Write: The basis of all communication. The fact is, what your consumers finally read or hear your creation it has been through a thousand edits, changes, and rewrites. It has been tossed around and tortured through your mind because you are the almighty creator. This is your piece, and it is your attempt to express their innermost feeling onto the page or into the ears of your consumer. But it all starts with spitting rhymes onto the page as quickly as you can, writing at a feverish pace because your hands cannot keep up with your mind. Your thoughts are flowing, spilling out of you with passion and zeal onto the page. This is your rough-cut and raw steel, yet to be heated, sharpened, honed, smashed, cooled, and repeated time and time and time again. This is where the bestest begin.
Language: In the beginning there were words. And then you, the creator said, "Let there be a story!" and the words were assembled into sentences, and built into paragraphs, and then chapters, and finally into a completed story sitting in front of the creator. Our basis for the story is the understanding of language, and that begins the initial draft of our essay. But you, the lyrical grandmaster, haven't used the language you learned in third grade from writing what you were led to believe was the right way. You used the language of your family, how your brother says PNIANIO instead of piano, or how grandmama uses, "well I'll be!" to express surprise. Now, what works? What doesn't work? How can you refine and tell your story in the way it flows through the consumer's mind like soft pink clouds drifting through the sunset sky.

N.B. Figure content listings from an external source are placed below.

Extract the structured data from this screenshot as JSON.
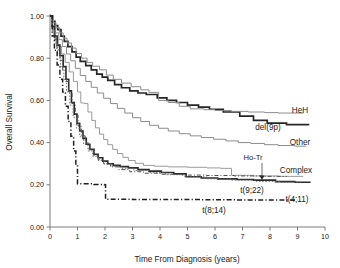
{
  "chart_data": {
    "type": "line",
    "title": "",
    "xlabel": "Time From Diagnosis (years)",
    "ylabel": "Overall Survival",
    "xlim": [
      0,
      10
    ],
    "ylim": [
      0,
      1.0
    ],
    "grid": false,
    "legend_position": "right-inline-labels",
    "xticks": [
      "0",
      "1",
      "2",
      "3",
      "4",
      "5",
      "6",
      "7",
      "8",
      "9",
      "10"
    ],
    "xtick_values": [
      0,
      1,
      2,
      3,
      4,
      5,
      6,
      7,
      8,
      9,
      10
    ],
    "yticks": [
      "0.00",
      "0.20",
      "0.40",
      "0.60",
      "0.80",
      "1.00"
    ],
    "ytick_values": [
      0.0,
      0.2,
      0.4,
      0.6,
      0.8,
      1.0
    ],
    "series": [
      {
        "name": "HeH",
        "label": "HeH",
        "color": "#262626",
        "width": 1.7,
        "dash": "none",
        "points": [
          [
            0.0,
            1.0
          ],
          [
            0.1,
            0.975
          ],
          [
            0.18,
            0.955
          ],
          [
            0.28,
            0.935
          ],
          [
            0.4,
            0.905
          ],
          [
            0.52,
            0.88
          ],
          [
            0.65,
            0.855
          ],
          [
            0.8,
            0.83
          ],
          [
            0.95,
            0.805
          ],
          [
            1.1,
            0.785
          ],
          [
            1.3,
            0.765
          ],
          [
            1.5,
            0.745
          ],
          [
            1.7,
            0.725
          ],
          [
            1.9,
            0.71
          ],
          [
            2.1,
            0.695
          ],
          [
            2.35,
            0.675
          ],
          [
            2.6,
            0.66
          ],
          [
            2.9,
            0.645
          ],
          [
            3.2,
            0.635
          ],
          [
            3.5,
            0.628
          ],
          [
            3.9,
            0.612
          ],
          [
            4.25,
            0.6
          ],
          [
            4.6,
            0.59
          ],
          [
            5.0,
            0.578
          ],
          [
            5.4,
            0.568
          ],
          [
            5.8,
            0.558
          ],
          [
            6.3,
            0.545
          ],
          [
            6.9,
            0.525
          ],
          [
            7.4,
            0.505
          ],
          [
            7.9,
            0.492
          ],
          [
            8.6,
            0.485
          ],
          [
            9.4,
            0.482
          ]
        ]
      },
      {
        "name": "del9p",
        "label": "del(9p)",
        "color": "#8c8c8c",
        "width": 1.0,
        "dash": "none",
        "points": [
          [
            0.0,
            1.0
          ],
          [
            0.12,
            0.968
          ],
          [
            0.22,
            0.945
          ],
          [
            0.35,
            0.92
          ],
          [
            0.48,
            0.895
          ],
          [
            0.62,
            0.872
          ],
          [
            0.78,
            0.848
          ],
          [
            0.95,
            0.822
          ],
          [
            1.15,
            0.8
          ],
          [
            1.35,
            0.78
          ],
          [
            1.55,
            0.762
          ],
          [
            1.8,
            0.745
          ],
          [
            2.05,
            0.72
          ],
          [
            2.3,
            0.7
          ],
          [
            2.6,
            0.682
          ],
          [
            2.95,
            0.665
          ],
          [
            3.3,
            0.65
          ],
          [
            3.6,
            0.638
          ],
          [
            3.95,
            0.6
          ],
          [
            4.3,
            0.59
          ],
          [
            4.7,
            0.572
          ],
          [
            5.1,
            0.56
          ],
          [
            5.6,
            0.556
          ],
          [
            6.0,
            0.552
          ],
          [
            6.6,
            0.548
          ],
          [
            7.2,
            0.545
          ],
          [
            7.8,
            0.542
          ],
          [
            8.3,
            0.54
          ],
          [
            9.2,
            0.538
          ]
        ]
      },
      {
        "name": "Other",
        "label": "Other",
        "color": "#8c8c8c",
        "width": 1.0,
        "dash": "none",
        "points": [
          [
            0.0,
            1.0
          ],
          [
            0.1,
            0.955
          ],
          [
            0.2,
            0.92
          ],
          [
            0.32,
            0.888
          ],
          [
            0.45,
            0.855
          ],
          [
            0.6,
            0.82
          ],
          [
            0.75,
            0.788
          ],
          [
            0.92,
            0.752
          ],
          [
            1.1,
            0.718
          ],
          [
            1.3,
            0.69
          ],
          [
            1.5,
            0.662
          ],
          [
            1.72,
            0.635
          ],
          [
            1.95,
            0.61
          ],
          [
            2.2,
            0.585
          ],
          [
            2.45,
            0.562
          ],
          [
            2.72,
            0.54
          ],
          [
            3.0,
            0.518
          ],
          [
            3.3,
            0.5
          ],
          [
            3.62,
            0.482
          ],
          [
            3.95,
            0.468
          ],
          [
            4.3,
            0.455
          ],
          [
            4.7,
            0.442
          ],
          [
            5.1,
            0.432
          ],
          [
            5.5,
            0.424
          ],
          [
            5.95,
            0.416
          ],
          [
            6.4,
            0.408
          ],
          [
            6.85,
            0.4
          ],
          [
            7.3,
            0.396
          ],
          [
            7.8,
            0.39
          ],
          [
            8.3,
            0.386
          ],
          [
            8.9,
            0.383
          ],
          [
            9.3,
            0.381
          ]
        ]
      },
      {
        "name": "Complex",
        "label": "Complex",
        "color": "#9a9a9a",
        "width": 1.0,
        "dash": "none",
        "points": [
          [
            0.0,
            1.0
          ],
          [
            0.1,
            0.938
          ],
          [
            0.2,
            0.89
          ],
          [
            0.3,
            0.855
          ],
          [
            0.42,
            0.82
          ],
          [
            0.55,
            0.78
          ],
          [
            0.7,
            0.735
          ],
          [
            0.85,
            0.69
          ],
          [
            1.0,
            0.64
          ],
          [
            1.12,
            0.588
          ],
          [
            1.25,
            0.585
          ],
          [
            1.38,
            0.545
          ],
          [
            1.52,
            0.505
          ],
          [
            1.65,
            0.47
          ],
          [
            1.8,
            0.44
          ],
          [
            1.95,
            0.415
          ],
          [
            2.1,
            0.39
          ],
          [
            2.28,
            0.368
          ],
          [
            2.45,
            0.348
          ],
          [
            2.65,
            0.33
          ],
          [
            2.85,
            0.315
          ],
          [
            3.1,
            0.302
          ],
          [
            3.4,
            0.292
          ],
          [
            3.8,
            0.288
          ],
          [
            4.3,
            0.285
          ],
          [
            5.0,
            0.283
          ],
          [
            5.7,
            0.28
          ],
          [
            6.2,
            0.278
          ],
          [
            6.6,
            0.245
          ],
          [
            7.4,
            0.242
          ],
          [
            8.3,
            0.24
          ],
          [
            9.2,
            0.238
          ]
        ]
      },
      {
        "name": "t922",
        "label": "t(9;22)",
        "color": "#2b2b2b",
        "width": 1.6,
        "dash": "none",
        "points": [
          [
            0.0,
            1.0
          ],
          [
            0.08,
            0.95
          ],
          [
            0.16,
            0.905
          ],
          [
            0.26,
            0.862
          ],
          [
            0.36,
            0.812
          ],
          [
            0.48,
            0.76
          ],
          [
            0.58,
            0.7
          ],
          [
            0.68,
            0.645
          ],
          [
            0.78,
            0.59
          ],
          [
            0.88,
            0.535
          ],
          [
            0.98,
            0.492
          ],
          [
            1.08,
            0.455
          ],
          [
            1.2,
            0.42
          ],
          [
            1.32,
            0.392
          ],
          [
            1.45,
            0.368
          ],
          [
            1.6,
            0.345
          ],
          [
            1.75,
            0.328
          ],
          [
            1.92,
            0.312
          ],
          [
            2.1,
            0.3
          ],
          [
            2.3,
            0.292
          ],
          [
            2.55,
            0.286
          ],
          [
            2.85,
            0.28
          ],
          [
            3.2,
            0.272
          ],
          [
            3.6,
            0.265
          ],
          [
            4.05,
            0.258
          ],
          [
            4.5,
            0.252
          ],
          [
            4.95,
            0.238
          ],
          [
            5.5,
            0.232
          ],
          [
            6.1,
            0.228
          ],
          [
            6.8,
            0.225
          ],
          [
            7.4,
            0.222
          ],
          [
            8.2,
            0.215
          ],
          [
            8.9,
            0.212
          ],
          [
            9.45,
            0.21
          ]
        ]
      },
      {
        "name": "HoTr",
        "label": "Ho-Tr",
        "color": "#4d4d4d",
        "width": 1.0,
        "dash": "4,2,1,2",
        "points": [
          [
            0.0,
            1.0
          ],
          [
            0.08,
            0.938
          ],
          [
            0.16,
            0.888
          ],
          [
            0.25,
            0.84
          ],
          [
            0.35,
            0.79
          ],
          [
            0.46,
            0.742
          ],
          [
            0.56,
            0.69
          ],
          [
            0.68,
            0.635
          ],
          [
            0.8,
            0.585
          ],
          [
            0.92,
            0.53
          ],
          [
            1.02,
            0.478
          ],
          [
            1.14,
            0.432
          ],
          [
            1.28,
            0.398
          ],
          [
            1.42,
            0.368
          ],
          [
            1.58,
            0.34
          ],
          [
            1.75,
            0.32
          ],
          [
            1.95,
            0.3
          ],
          [
            2.2,
            0.285
          ],
          [
            2.5,
            0.272
          ],
          [
            2.9,
            0.262
          ],
          [
            3.4,
            0.255
          ],
          [
            4.0,
            0.25
          ],
          [
            4.8,
            0.246
          ],
          [
            5.7,
            0.244
          ],
          [
            6.7,
            0.242
          ],
          [
            7.7,
            0.24
          ],
          [
            8.6,
            0.238
          ]
        ]
      },
      {
        "name": "t411",
        "label": "t(4;11)",
        "color": "#6b6b6b",
        "width": 0.9,
        "dash": "1.6,1.6",
        "points": [
          [
            0.0,
            1.0
          ],
          [
            0.08,
            0.93
          ],
          [
            0.18,
            0.872
          ],
          [
            0.28,
            0.818
          ],
          [
            0.38,
            0.76
          ],
          [
            0.5,
            0.7
          ],
          [
            0.6,
            0.64
          ],
          [
            0.72,
            0.578
          ],
          [
            0.84,
            0.52
          ],
          [
            0.96,
            0.468
          ],
          [
            1.08,
            0.428
          ],
          [
            1.22,
            0.392
          ],
          [
            1.38,
            0.36
          ],
          [
            1.55,
            0.335
          ],
          [
            1.75,
            0.315
          ],
          [
            1.98,
            0.298
          ],
          [
            2.25,
            0.288
          ],
          [
            2.6,
            0.278
          ],
          [
            3.05,
            0.268
          ],
          [
            3.6,
            0.258
          ],
          [
            4.2,
            0.248
          ],
          [
            4.9,
            0.238
          ],
          [
            5.7,
            0.228
          ],
          [
            6.6,
            0.222
          ],
          [
            7.5,
            0.216
          ],
          [
            8.4,
            0.212
          ],
          [
            9.1,
            0.21
          ]
        ]
      },
      {
        "name": "t814",
        "label": "t(8;14)",
        "color": "#1f1f1f",
        "width": 1.5,
        "dash": "5,2.2,1.2,2.2",
        "points": [
          [
            0.0,
            1.0
          ],
          [
            0.08,
            0.905
          ],
          [
            0.16,
            0.838
          ],
          [
            0.26,
            0.768
          ],
          [
            0.36,
            0.7
          ],
          [
            0.46,
            0.64
          ],
          [
            0.56,
            0.572
          ],
          [
            0.66,
            0.5
          ],
          [
            0.76,
            0.43
          ],
          [
            0.86,
            0.36
          ],
          [
            0.94,
            0.295
          ],
          [
            1.0,
            0.205
          ],
          [
            1.6,
            0.202
          ],
          [
            1.98,
            0.2
          ],
          [
            2.02,
            0.132
          ],
          [
            3.0,
            0.13
          ],
          [
            4.2,
            0.13
          ],
          [
            5.5,
            0.129
          ],
          [
            6.8,
            0.128
          ],
          [
            8.0,
            0.128
          ],
          [
            9.0,
            0.128
          ]
        ]
      }
    ],
    "inline_labels": [
      {
        "name": "HeH",
        "text": "HeH",
        "x_px": 300,
        "y_px": 113
      },
      {
        "name": "del9p",
        "text": "del(9p)",
        "x_px": 268,
        "y_px": 130
      },
      {
        "name": "Other",
        "text": "Other",
        "x_px": 300,
        "y_px": 145
      },
      {
        "name": "Complex",
        "text": "Complex",
        "x_px": 296,
        "y_px": 173
      },
      {
        "name": "t922",
        "text": "t(9;22)",
        "x_px": 252,
        "y_px": 193
      },
      {
        "name": "t411",
        "text": "t(4;11)",
        "x_px": 297,
        "y_px": 202
      },
      {
        "name": "t814",
        "text": "t(8;14)",
        "x_px": 214,
        "y_px": 213
      }
    ],
    "annotations": [
      {
        "name": "ho-tr-arrow",
        "text": "Ho-Tr",
        "label_x_px": 253,
        "label_y_px": 160,
        "arrow_from_x_px": 262,
        "arrow_from_y_px": 163,
        "arrow_to_x_px": 262,
        "arrow_to_y_px": 180
      }
    ]
  }
}
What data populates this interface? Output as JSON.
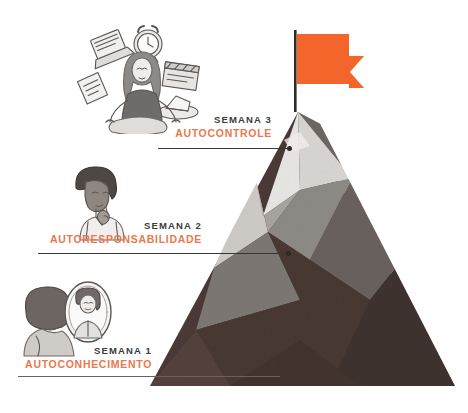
{
  "diagram": {
    "colors": {
      "flag": "#f4652b",
      "flag_pole": "#2f2b29",
      "peak_snow": "#e6e4e2",
      "facet_light": "#d7d4d1",
      "facet_mid": "#8e8b87",
      "facet_mid_dark": "#6a625e",
      "facet_dark": "#4a3a36",
      "facet_darkest": "#3f322e",
      "week_text": "#3b3b3b",
      "topic_text": "#e8794e",
      "leader_line": "#3a3634",
      "background": "#ffffff"
    },
    "steps": [
      {
        "week": "SEMANA 1",
        "topic": "AUTOCONHECIMENTO",
        "illustration": "person-looking-in-mirror-sketch"
      },
      {
        "week": "SEMANA 2",
        "topic": "AUTORESPONSABILIDADE",
        "illustration": "pensive-person-hand-on-chin-sketch"
      },
      {
        "week": "SEMANA 3",
        "topic": "AUTOCONTROLE",
        "illustration": "woman-meditating-lotus-with-floating-objects-sketch"
      }
    ],
    "summit": {
      "icon": "flag-icon",
      "description": "Bandeira laranja no cume"
    }
  }
}
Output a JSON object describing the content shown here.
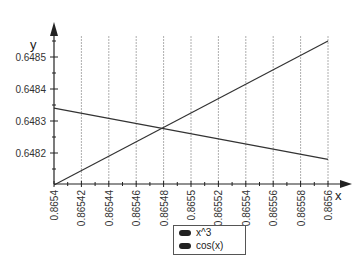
{
  "chart_data": {
    "type": "line",
    "title": "",
    "xlabel": "x",
    "ylabel": "y",
    "xlim": [
      0.8654,
      0.8656
    ],
    "ylim": [
      0.6481,
      0.64858
    ],
    "x_ticks": [
      "0.8654",
      "0.86542",
      "0.86544",
      "0.86546",
      "0.86548",
      "0.8655",
      "0.86552",
      "0.86554",
      "0.86556",
      "0.86558",
      "0.8656"
    ],
    "y_ticks": [
      "0.6482",
      "0.6483",
      "0.6484",
      "0.6485"
    ],
    "grid": "vertical dashed at x ticks",
    "legend_position": "bottom center",
    "series": [
      {
        "name": "x^3",
        "x": [
          0.8654,
          0.8656
        ],
        "values": [
          0.6481,
          0.64855
        ]
      },
      {
        "name": "cos(x)",
        "x": [
          0.8654,
          0.8656
        ],
        "values": [
          0.64834,
          0.64818
        ]
      }
    ]
  },
  "legend": {
    "items": [
      "x^3",
      "cos(x)"
    ]
  },
  "colors": {
    "line": "#333333",
    "grid": "#999999"
  }
}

Beat: Now that you, the almighty creator, the lyrical grandmaster, have used your basic knowledge of language to create the initial draft. Destroy it. Disassemble your baby. Smash the sentences with a thesaurus. Throw the statements against the wall like wet spaghetti. Stand back. What sticks in your mind? Stare at your creation in the beautiful destruction you, the creator, have wrought and slowly, ever so slowly, assemble that disastrous masterpiece back together finding the natural beat that you can now see hidden within the chaos. Begin to bob your head and when your chin hits the bottom, you, the poetic hero, have found your beat.
Rhythm: Find the words that fill the beats, or the regular occurrence of the strong and the weak patterns. Move that word here, replace this idea, clarify, simplify, expand, contrast. Structure the words, oh poetic prophet, into the soothing blanket for your consumer's mind. You build the musical sounds, broken with the silences that becomes your lyrical essay. You are the funkalicius word flinger.
Flow: The constant stream of words that stitch the rhythm and the beat, interwoven within your lyrical essay, your perfect word storm, your masterpiece because you are the wordsmith, the poetic prophet, the lyrical grandmaster, our almighty creator, and you, my friend, have created the bestest lyrical essay with little to no effort except for all the pain of the tortured artist.
Now, that next idea blossoms in your mind and you start again by spitting your rhyme.
YOU ARE READING
The List for Writing the Bestest Lyrical Essays Ever
Non-FictionA (somewhat) satirical look at the parts and pieces to create a lyrical essay.